Keleti’s father and several members of her family were killed in Auschwitz, while her mother and brother were rescued thanks to the Swedish diplomat Raoul Wallenberg.
Keleti emigrated to Australia in 1957 a year after Hungary’s failed anti-Soviet uprising, before settling in Israel where she married a Hungarian sports teacher, Robert Biro, in 1959, with whom she later had two children.
After she retired, she worked as a physical education teacher, and became head coach of the Israeli national gymnastics team.
She was only able to return home to then-communist Hungary — where she has lived since 2015 — for the World Athletics Championships in 1983.
“It was worth doing something well in life, considering the attention I have received, I get the shivers when I see all the articles written about me,” Keleti said.
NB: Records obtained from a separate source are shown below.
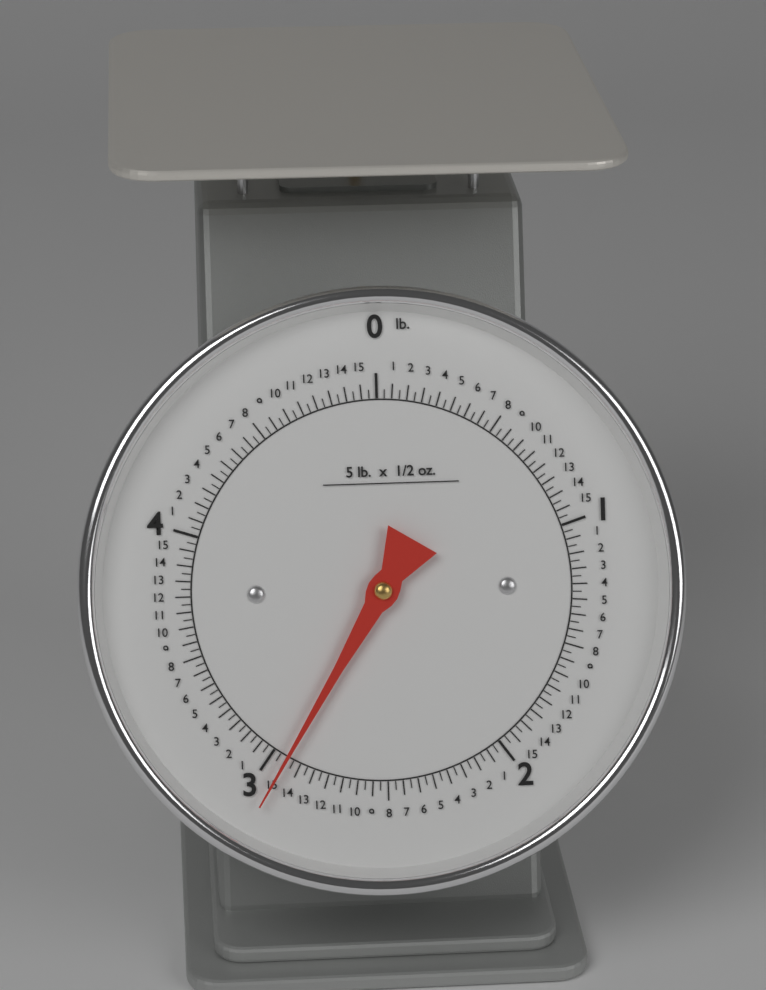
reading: 2.93750 lb
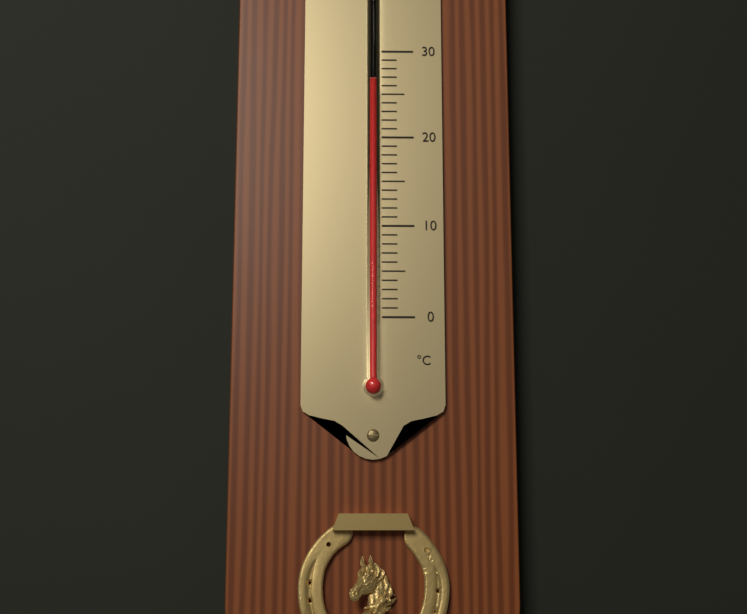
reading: 26 °C
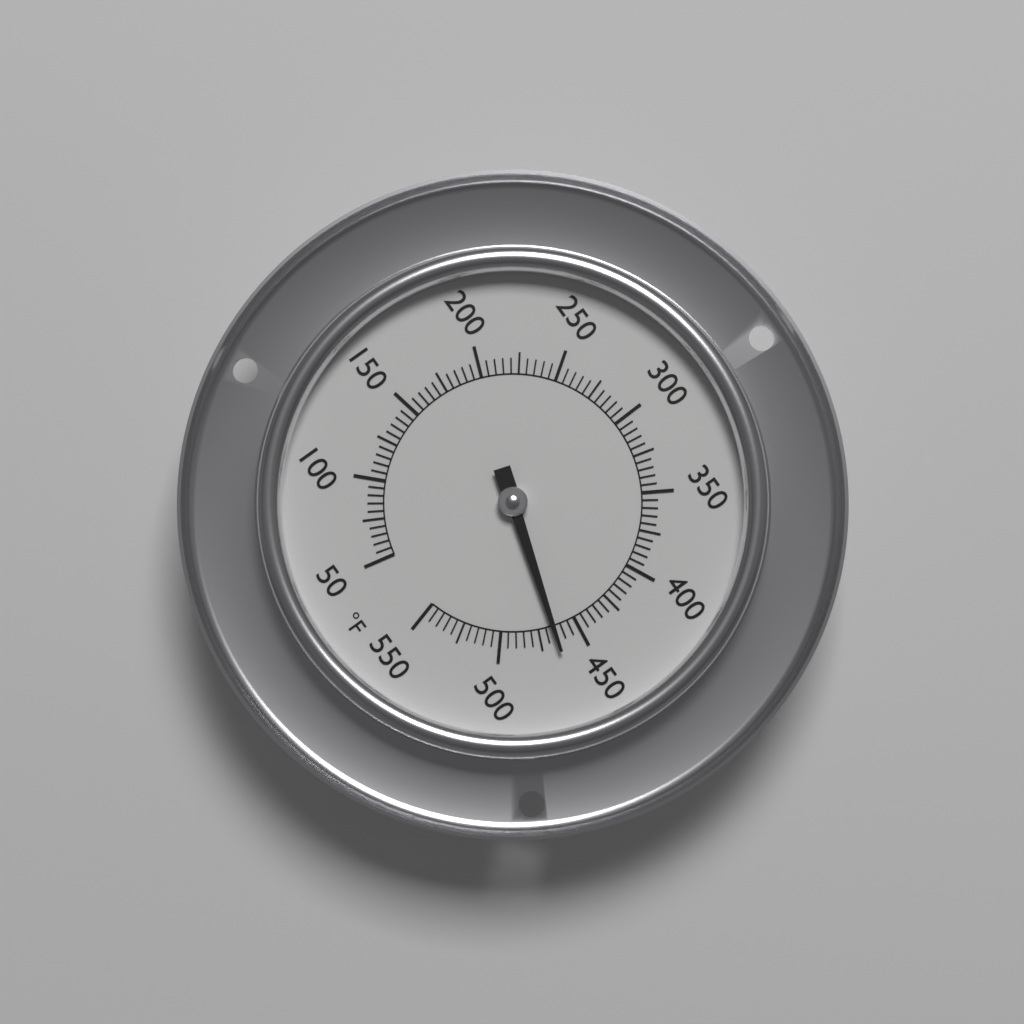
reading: 465 °F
Japan’s Shohei Ohtani is the record-breaking baseball “superhuman” following in the footsteps of the legendary Babe Ruth who has also earned comparisons to US sporting greats Michael Jordan and Tom Brady. Not since Ruth a century ago has there been a baseball player capable of both pitching and hitting at the top level. The 30-year-old’s performances with the Los Angeles Dodgers have consolidated his position as a baseball legend in the making, and a national icon in his native Japan. He continues to find new ways to amaze, this year becoming the first player to hit 50 home runs and steal 50 bases
Zhang Shuai yesterday said that she nearly quit after losing 24 matches in a row — now the world No. 595 is into the quarter-finals of her home China Open. The 35-year-old is to face Spain’s Paula Badosa as the lowest-ranked player to reach this stage in the history of the tournament after Badosa reeled off 11 of the last 12 games in a 6-4, 6-0 victory over US Open finalist Jessica Pegula. Zhang went into Beijing on a barren run lasting more than 600 days and her string of singles defeats was the second-longest on the WTA Tour Open era, which
Taiwan’s Tony Wu yesterday beat Mackenzie McDonald of the US to win the Nonthaburi Challenger IV in Thailand, his first challenger victory since 2022. The 26-year-old world No. 315, who won both his qualifiers to advance to the main draw, has been on a hot streak this month, winning his past nine matches, including two that ensured Taiwan’s victory in their Davis Cup World Group I tie. Wu took just more than two hours to top world No. 172 McDonald 6-3, 7-6 (7/4) to win his second challenger tournament since the Tallahassee Tennis Challenger in 2022. Wu’s Tallahassee win followed two years of
UP IN SMOKE: More than half a dozen riders crashed out of the race, with Marquez’s title chances in doubt after driving off the track with flames flickering from his bike Jorge Martin yesterday won a crash-filled Indonesia MotoGP to extend his championship lead, while closest rival Francesco Bagnaia limited the damage by claiming the final podium place. The win leaves the Pramac Racing rider 21 points ahead of his Italian Ducati rival, who finished third behind Spaniard Pedro Acosta in sweltering conditions at the Mandalika International Street Circuit on Lombok island. In front of a crowd of 60,000 in motorbike-mad Indonesia, the 26-year-old put his tumble in Saturday’s sprint behind him, canceling out the gains his title rival Bagnaia made after securing victory in that race. “Thank you Indonesia. I am very happy.